My line vibrated and hummed as the fish on the other end of the line worked to free itself. It pulled hard, racing into the swift current, and stressed my lightweight pole. My lazy pregnancy had taken its toll on my body, and I knew that my arms wouldn’t withstand the struggle for long. I slid the butt end of the rod into the groove between my large belly and bony hip. With the rod stabilized I began to horse the fish to shore. When the fish struggled I stopped reeling and let him run, and when he stopped to catch his breath I reeled, and we battled.
Seconds, felt like minutes. I held my breath, as if the slightest breeze from my mouth would be too much for my pole or line to handle. Once the head cleared the water, I released the air from my aching lungs and inhaled. I kept reeling until I got him to the muddy shoreline. To avoid stepping in the thick black goo of the bank, I kept the line tight and began walking backwards, dragging the fish along behind me. Dick slogged his way down the bank, my stringer in tow, ready to receive my latest catch.
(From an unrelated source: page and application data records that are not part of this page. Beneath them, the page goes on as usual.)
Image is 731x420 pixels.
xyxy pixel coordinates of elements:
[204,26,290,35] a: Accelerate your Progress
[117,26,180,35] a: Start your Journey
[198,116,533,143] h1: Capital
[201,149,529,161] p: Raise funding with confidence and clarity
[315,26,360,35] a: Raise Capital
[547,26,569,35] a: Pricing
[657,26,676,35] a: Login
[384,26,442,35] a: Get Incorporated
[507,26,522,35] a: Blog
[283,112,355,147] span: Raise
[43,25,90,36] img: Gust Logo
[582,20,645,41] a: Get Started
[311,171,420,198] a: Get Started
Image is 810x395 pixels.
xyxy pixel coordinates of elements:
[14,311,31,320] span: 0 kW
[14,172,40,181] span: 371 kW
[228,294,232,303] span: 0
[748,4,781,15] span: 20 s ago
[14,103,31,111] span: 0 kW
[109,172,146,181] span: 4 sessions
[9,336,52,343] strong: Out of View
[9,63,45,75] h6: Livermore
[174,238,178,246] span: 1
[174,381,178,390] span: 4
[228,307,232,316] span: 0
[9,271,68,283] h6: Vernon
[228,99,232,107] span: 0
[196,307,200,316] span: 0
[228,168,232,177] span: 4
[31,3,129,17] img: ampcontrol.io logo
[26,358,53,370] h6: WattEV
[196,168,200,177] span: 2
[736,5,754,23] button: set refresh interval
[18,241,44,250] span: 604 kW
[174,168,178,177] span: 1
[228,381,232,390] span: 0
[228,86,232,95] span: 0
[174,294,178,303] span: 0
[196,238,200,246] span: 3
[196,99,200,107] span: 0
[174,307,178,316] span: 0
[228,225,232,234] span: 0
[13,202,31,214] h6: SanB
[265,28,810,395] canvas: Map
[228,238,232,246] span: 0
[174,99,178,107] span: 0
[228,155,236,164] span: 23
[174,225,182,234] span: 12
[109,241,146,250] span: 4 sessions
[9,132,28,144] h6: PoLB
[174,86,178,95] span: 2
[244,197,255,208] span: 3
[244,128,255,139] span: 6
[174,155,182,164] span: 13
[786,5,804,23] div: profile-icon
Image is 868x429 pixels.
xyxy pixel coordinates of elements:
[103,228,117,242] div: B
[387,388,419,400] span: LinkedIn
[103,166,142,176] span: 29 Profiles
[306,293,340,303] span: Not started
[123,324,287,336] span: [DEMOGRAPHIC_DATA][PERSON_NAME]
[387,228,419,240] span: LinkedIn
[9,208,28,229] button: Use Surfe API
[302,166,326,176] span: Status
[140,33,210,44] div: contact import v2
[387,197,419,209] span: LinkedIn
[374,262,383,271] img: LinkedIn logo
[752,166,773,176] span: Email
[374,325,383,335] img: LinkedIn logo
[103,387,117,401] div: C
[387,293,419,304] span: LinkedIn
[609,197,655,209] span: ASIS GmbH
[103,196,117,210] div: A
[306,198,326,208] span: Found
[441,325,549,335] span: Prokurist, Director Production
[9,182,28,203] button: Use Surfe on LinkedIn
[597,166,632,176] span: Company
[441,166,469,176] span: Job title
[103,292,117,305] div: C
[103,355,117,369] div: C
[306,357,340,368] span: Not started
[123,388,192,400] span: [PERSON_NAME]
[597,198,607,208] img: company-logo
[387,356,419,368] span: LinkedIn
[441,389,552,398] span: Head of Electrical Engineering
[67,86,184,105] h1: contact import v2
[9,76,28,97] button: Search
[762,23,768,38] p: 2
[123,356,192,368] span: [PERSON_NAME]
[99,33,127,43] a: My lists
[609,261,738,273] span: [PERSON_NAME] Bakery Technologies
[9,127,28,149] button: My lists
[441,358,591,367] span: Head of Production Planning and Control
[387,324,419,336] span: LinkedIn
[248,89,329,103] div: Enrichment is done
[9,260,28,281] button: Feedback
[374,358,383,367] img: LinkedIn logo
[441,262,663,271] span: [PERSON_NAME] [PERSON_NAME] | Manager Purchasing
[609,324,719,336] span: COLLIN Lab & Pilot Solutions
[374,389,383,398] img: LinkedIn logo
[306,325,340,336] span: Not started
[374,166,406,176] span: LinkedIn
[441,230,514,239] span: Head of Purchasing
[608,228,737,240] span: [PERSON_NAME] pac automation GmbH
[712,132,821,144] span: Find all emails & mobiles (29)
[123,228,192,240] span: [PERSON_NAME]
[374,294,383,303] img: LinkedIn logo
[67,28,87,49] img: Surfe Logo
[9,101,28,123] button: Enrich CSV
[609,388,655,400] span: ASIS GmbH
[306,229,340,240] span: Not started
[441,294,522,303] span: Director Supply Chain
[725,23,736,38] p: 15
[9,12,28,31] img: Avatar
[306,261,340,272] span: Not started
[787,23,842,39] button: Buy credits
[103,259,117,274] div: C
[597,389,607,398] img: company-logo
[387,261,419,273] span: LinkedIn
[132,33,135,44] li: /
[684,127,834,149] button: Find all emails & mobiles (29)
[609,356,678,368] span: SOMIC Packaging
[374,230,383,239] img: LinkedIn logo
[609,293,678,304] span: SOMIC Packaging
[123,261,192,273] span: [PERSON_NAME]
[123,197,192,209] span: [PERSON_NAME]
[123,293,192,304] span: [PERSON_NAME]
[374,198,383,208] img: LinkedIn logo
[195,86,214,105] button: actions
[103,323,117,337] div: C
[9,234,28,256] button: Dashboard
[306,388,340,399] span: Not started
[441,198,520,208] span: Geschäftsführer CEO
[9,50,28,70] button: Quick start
I slowly knelt down on one knee in the mud, laid my pole down on the ground, and placed my hand over the silvery squirming salmon to remove the hook. My lower back screamed in agony. The fish thrashed under my administrations, its blue head arched and fell. His metallic gills worked desperately gasping for breath. I gasped from the force of my daughter in my back. I swiftly removed the little red hook from its lower jaw, grabbed the fish in one hand and used the other to push myself back to my feet. The pressure seemed to ease. Dick handed me the stringer, and I slid another blueback down the red nylon line. With the four fish on I figured I had about five pounds of good salmon meat for the freezer. I handed the heavy line back to Dick.
“Think you can get them back in the water for me?” I asked. Dick nodded, and made for the bank. “If you guys are tired of getting your ass kicked by a very pregnant woman,” I called out as he walked away, “we could go for a drive up to Trinity Mountain, or over to Rocky Bar, just for fun.”
Matt flipped me the bird in reply. The growing pressure in my groin and low back told me that this was the last rest I would get in a long time. I suspected I had another day of back labor ahead of me, due to the lack of definable contractions, and I wanted to spend every minute of it outdoors. With winter and a birth fast approaching I anticipated a long, painful absence from Mother Nature. I rubbed my fabulous day of fishing in their faces for a few more minutes and they gave in. We all took a bumpy, uncomfortable, twelve-hour ride up Fall Creek Road to the peaks, and down another twisted, rutted road to the old mining community. I thoroughly enjoyed my day; spending time with my friends, snuggling with my bear like husband in the backseat of Matt’s SUV, with my face pressed to the window soaking in the magical scenery of my home.
Despite the ER nurse’s assurance that I wasn’t in labor, three days prior, my beautiful baby girl emerged from her birth waters, red and wiggling, ten hours after arriving home at midnight. Thrilled with her arrival, and equally thrilled with the return of my body, I slept and dreamt of soaring high over Idaho, with my daughter cradled in my arms.